TASK DIRECTIONS.
For this exercise, the lines from the one with "Find the location of a" through the end of the material below must be output exactly, without pictures.

Start of DATA FOR THE TASK

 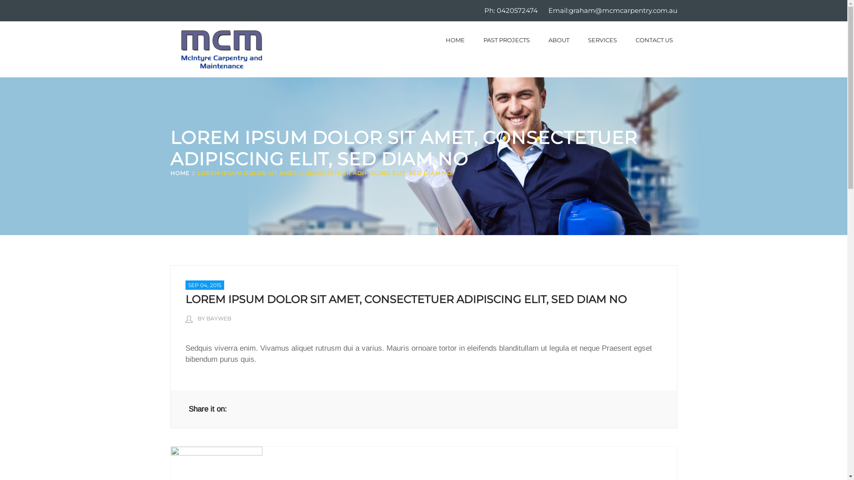 I want to click on PAST PROJECTS, so click(x=506, y=40).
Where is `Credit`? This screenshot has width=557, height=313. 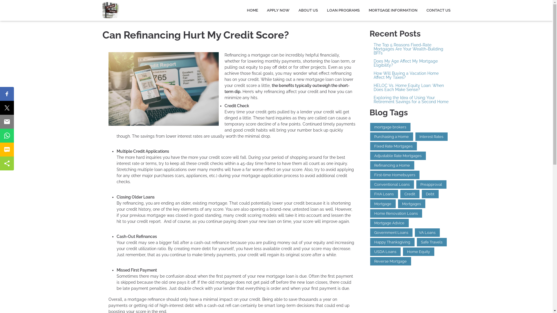
Credit is located at coordinates (410, 194).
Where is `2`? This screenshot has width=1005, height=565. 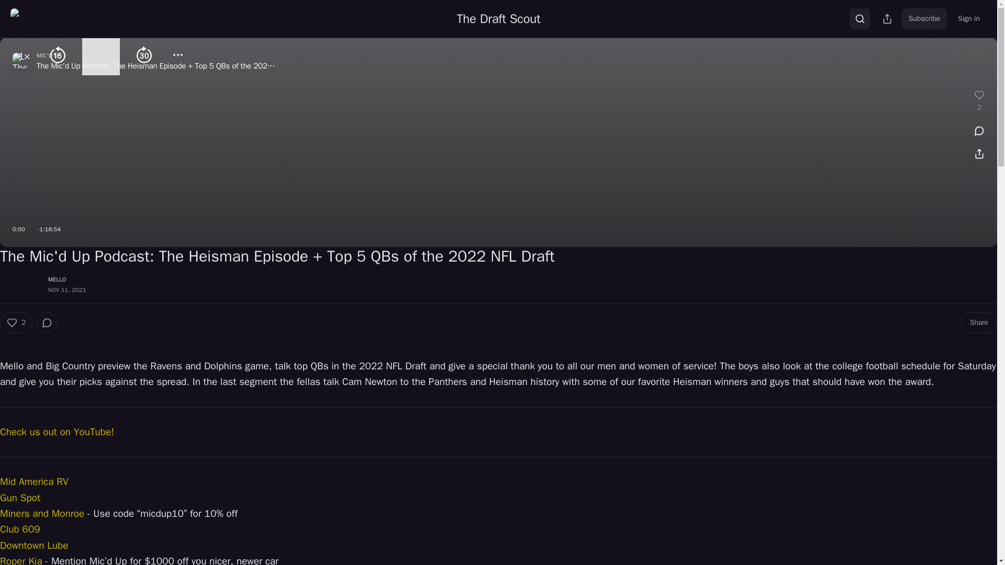
2 is located at coordinates (16, 323).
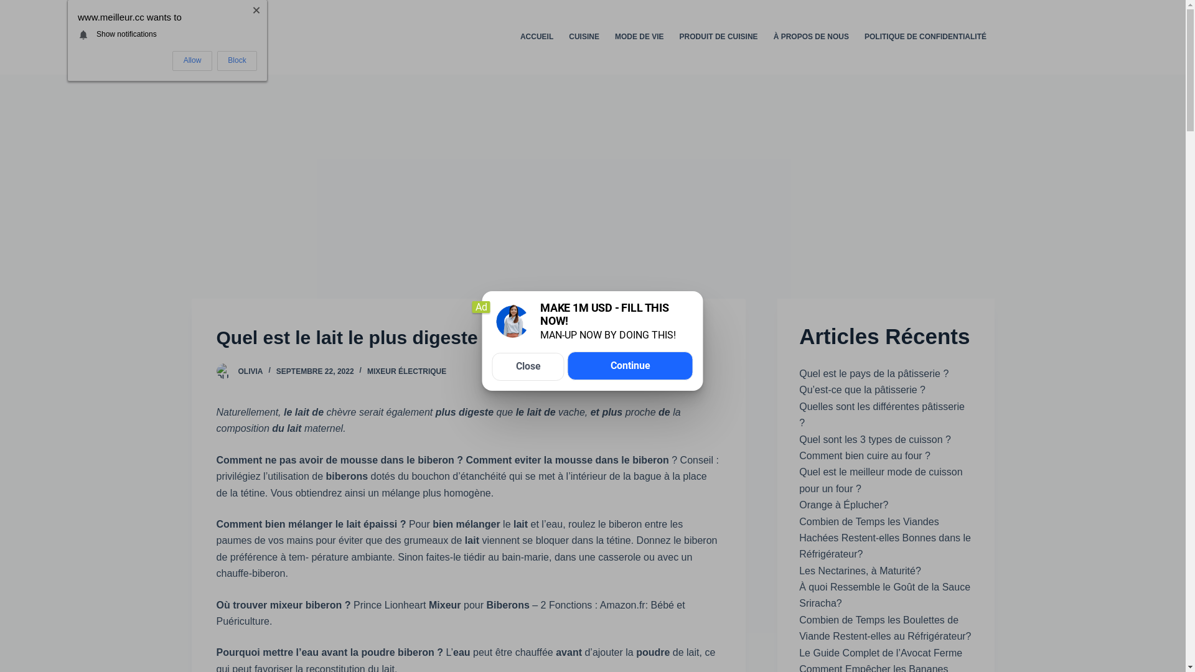  Describe the element at coordinates (12, 6) in the screenshot. I see `Passer au contenu` at that location.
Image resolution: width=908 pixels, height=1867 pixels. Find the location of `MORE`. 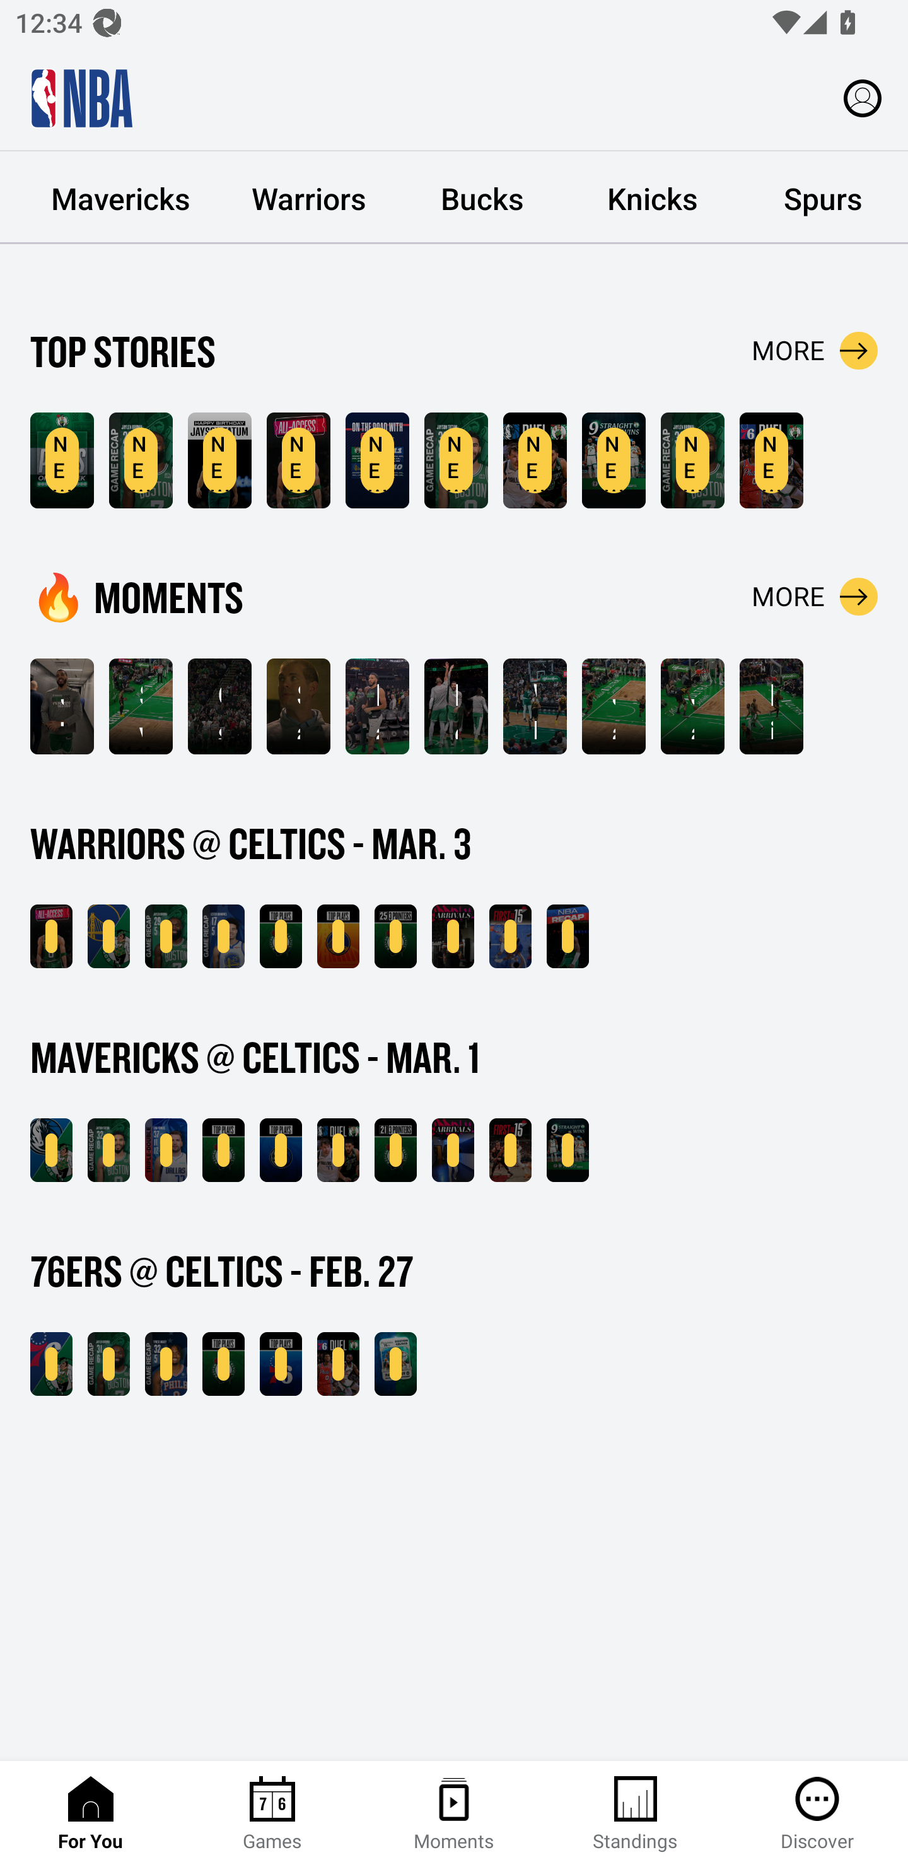

MORE is located at coordinates (814, 351).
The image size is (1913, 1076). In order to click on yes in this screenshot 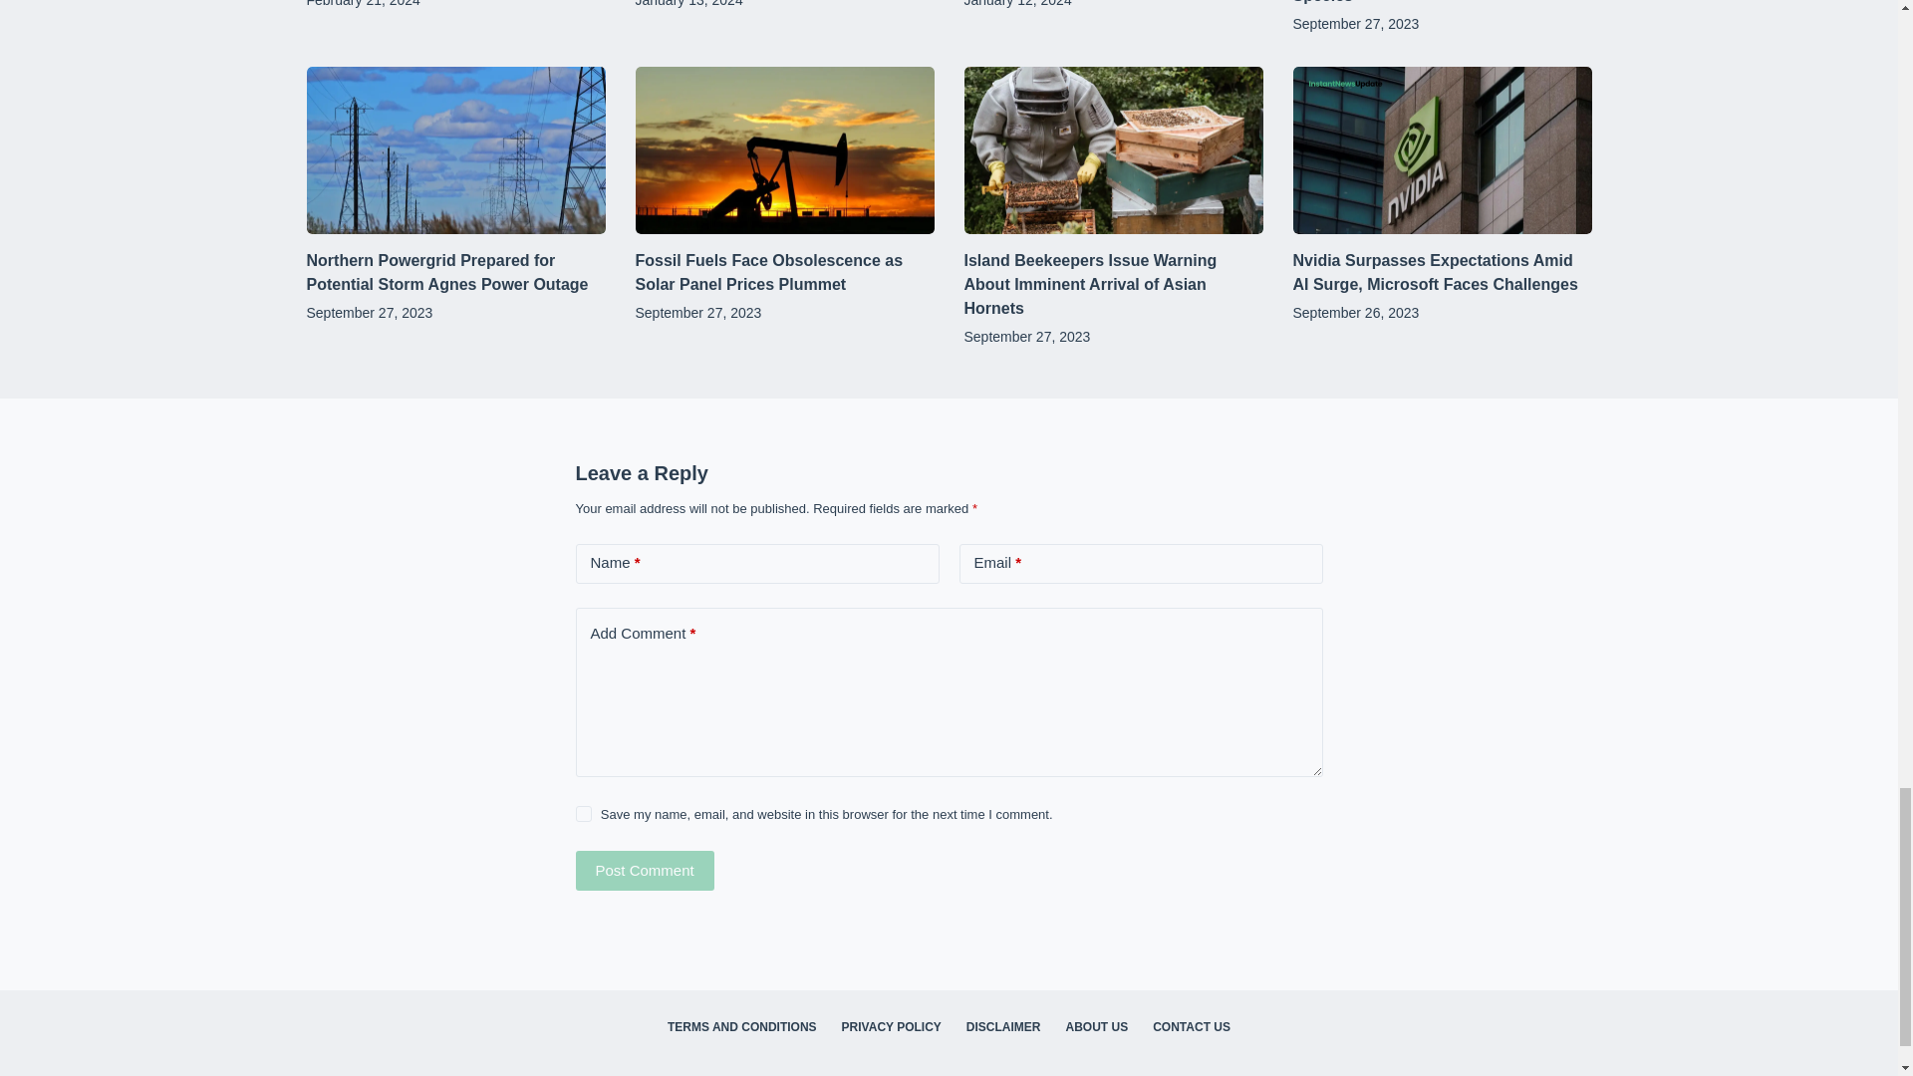, I will do `click(583, 813)`.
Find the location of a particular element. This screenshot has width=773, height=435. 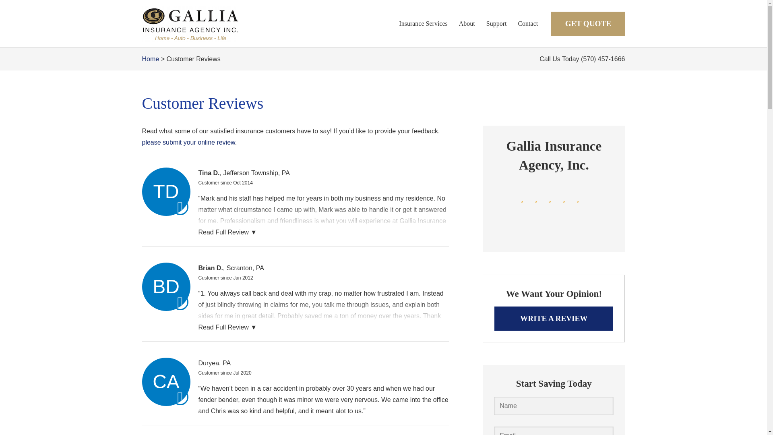

Support is located at coordinates (497, 24).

End of DATA FOR THE TASK

ANSWER TO THIS PROBLEM.
Find the location of a particular element. This screenshot has width=773, height=435. 

Support is located at coordinates (497, 24).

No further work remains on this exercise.